On some comments I read on TheAge or HotCopper, it seems like their timeframes are days / weeks, not even months and complain when one day the SP doesn't follow something that happened 2 hours ago.
And even broker reports timelines are for no more than 6 months or so. In fact I don't think I've ever read one that suggests a 5 year time frame, even though most financial products on the ASX (Funds, Stocks, ETFs etc...) suggest 5+ years.
I've also read a financial advisor say, it's unusual for them to advise clients to do nothing for a while.
Having said all that, I'm happy that's the case as it's harder to beat someone over 5+ years, when more people want to win every week or month or 6 months.
I couldn't tell you the last time I bought a stock where the plan was to hold it for less than 3 years, I generally buy with the hope that the company is going to continue producing good returns for the more than a decade.
I think my shortest holding period for a stock in recent years was about 12 months, and I regret selling it.
I have done a lot of research into the relationship between the risk of a trading system and the profit potential of that system.
Every trader has a personal risk tolerance, and can define a statement of personal risk tolerance. For example:
"I am trading a $100,000 account, and will forecast two years into the future. I want to hold the probability of a drawdown greater than 20% of the value of my account to a chance of 5% or less."
Position size is very important in achieving maximum account gain. For systems that have a positive expectation (and all of the systems we trade have a positive expectation -- we would not trade them if they did not), account growth increases as position size increases. Drawdown also increases as position size increases. It is possible to compute the maximum position size for a given risk tolerance (for a specific trading system or even a hypothetical set of trades). I call that position size "safe-f." When comparing two alternative uses of funds -- such as two alternative trading systems, compute the safe-f position size for each. The two results are then "risk-normalized." Since the risk is the same, we should prefer the one with the greatest profit potential. A useful metric of profit potential is the compound annual rate of return taken at some point in the distribution of profit -- say the 25th percentile -- where we can call that metric CAR25 (Compound Annual rate of Return at the 25th percentile). If CAR25 is less than the return that could be achieved from a risk-free use of the funds, the system is not worth trading.
All of that is in preparation to explain the results I have found. Risk-normalized profit potential decreases as:
trading accuracy decreases
holding period increases
The sweet spot (highest risk-normalized return) for most trading systems is high accuracy -- 65% or higher -- and short holding periods -- a few days.
So the results shown in the chart reflect the behavior of traders as the methods they use reward trading methods that are most profitable for a given level of risk.
I'm probably the opposite, I look far into the future, and end up in these places for some mental stimulation to pass the time.
I've been waiting out stocks and strategy for 2-3 years (triggers like Interest Rates, Australian Housing, U.S Valuations etc) and am anticipating it may take another similar period of time before I can pull the trigger.
If my research and gameplan tells me it's not the right time, then I'm happy to delay gratification for 5 years, to make a decision that will last me 50 years.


GOAL OF THE EXERCISE
Output all of the records exactly as written.

++++++++++

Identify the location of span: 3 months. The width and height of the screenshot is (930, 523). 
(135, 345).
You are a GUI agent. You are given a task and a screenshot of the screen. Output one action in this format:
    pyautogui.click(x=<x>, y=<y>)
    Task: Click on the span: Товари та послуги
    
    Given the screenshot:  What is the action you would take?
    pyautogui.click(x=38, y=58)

++++++++++

RESPONSE BOX
Identify the location of span: 3 months. The width and height of the screenshot is (930, 523). 
(135, 345).
You are a GUI agent. You are given a task and a screenshot of the screen. Output one action in this format:
    pyautogui.click(x=<x>, y=<y>)
    Task: Click on the span: Товари та послуги
    
    Given the screenshot:  What is the action you would take?
    pyautogui.click(x=38, y=58)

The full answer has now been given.